Does Caddy have some sort of local cache?

Apologies for deleting the template. It is difficult for me to word my question using the template.

I have experienced many times now when developing my caddy configurations that sometimes my changes simply don’t get reflected when I restart the server to pick up my Caddyfile changes.

For example, I had a Caddyfile like this:

localhost {
  reverse_proxy https://www.somewhere.com
}

And I ran it many times. A few days later I wanted to add another directive in there:

localhost {
  reverse_proxy https://www.somewhere.com
  respond /specific/path "hello"
}

Then:

  1. CTRL-C to stop my Caddy server.
  2. caddy run to start it again.
  3. Visit localhost/specific/path in my browser, expect to see “hello”. Instead I see the reverse_proxy to “https://www.somewhere.com

I think I’m going crazy for half an hour, and then I decide to re-create this exact same Caddyfile in a different directory, and caddy run from there. Visit localhost/specific/path and voila, I get “hello”!

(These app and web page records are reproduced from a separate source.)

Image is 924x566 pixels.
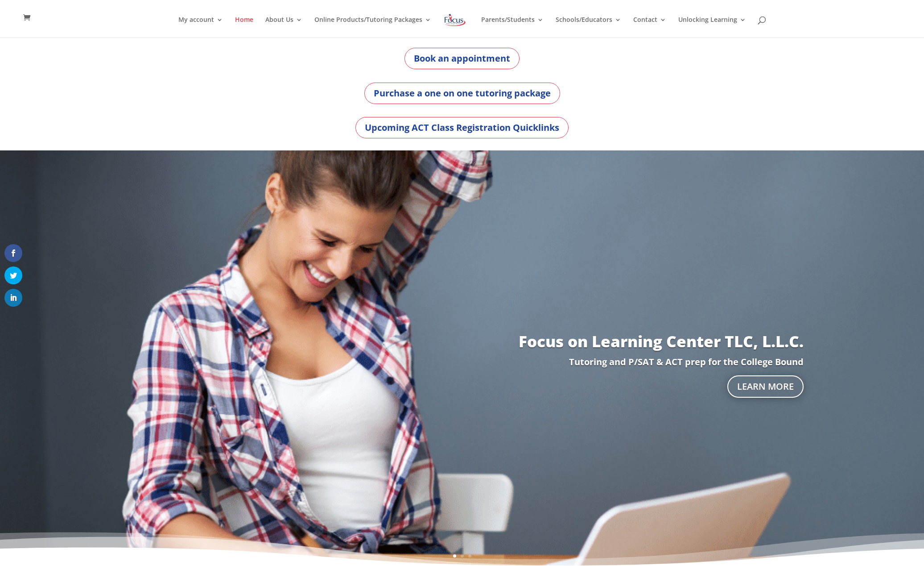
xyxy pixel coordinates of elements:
[556,17,622,37] a: Schools/Educators
[461,554,463,557] a: 2
[481,17,544,37] a: Parents/Students
[364,83,560,104] a: Purchase a one on one tutoring package
[633,17,667,37] a: Contact
[468,554,471,557] a: 3
[235,17,253,37] a: Home
[727,375,803,398] a: Learn More
[179,17,223,37] a: My account
[518,331,803,352] a: Focus on Learning Center TLC, L.L.C.
[265,17,302,37] a: About Us
[121,358,803,367] p: Tutoring and P/SAT & ACT prep for the College Bound
[678,17,746,37] a: Unlocking Learning
[355,117,569,139] a: Upcoming ACT Class Registration Quicklinks
[453,554,457,557] a: 1
[314,17,431,37] a: Online Products/Tutoring Packages
[444,12,466,28] img: Focus on Learning
[405,48,519,69] a: Book an appointment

So my question is: Does Caddy have some sort of cache where it remembers the directives and their results or something? If so, is there a way to clear it?

My caddy version is v2.8.4 h1:q3pe0wpBj1OcHFZ3n/1nl4V4bxBrYoSoab7rL9BMYNk=

I don’t think it’s a browser cache issue because I even opened up Safari which I have never used to visit localhost, and I still see the Caddyfile result.

I also checked the response using curl, and it’s giving me a stale information that doesn’t even exist in curl localhost:2019/config/ anymore!

There are caching modules available for content, but no, Caddy doesn’t cache this kind of thing. It does autosave the current running configuration (for example if you modify it via the API), but it only resumes that if you specify the --resume flag.

You could try caddy reload --config ./Caddyfile or something like that to tell Caddy more specifically, hey, I want you to load this new config right here (to eliminate it maybe finding another config in a default location, perhaps?).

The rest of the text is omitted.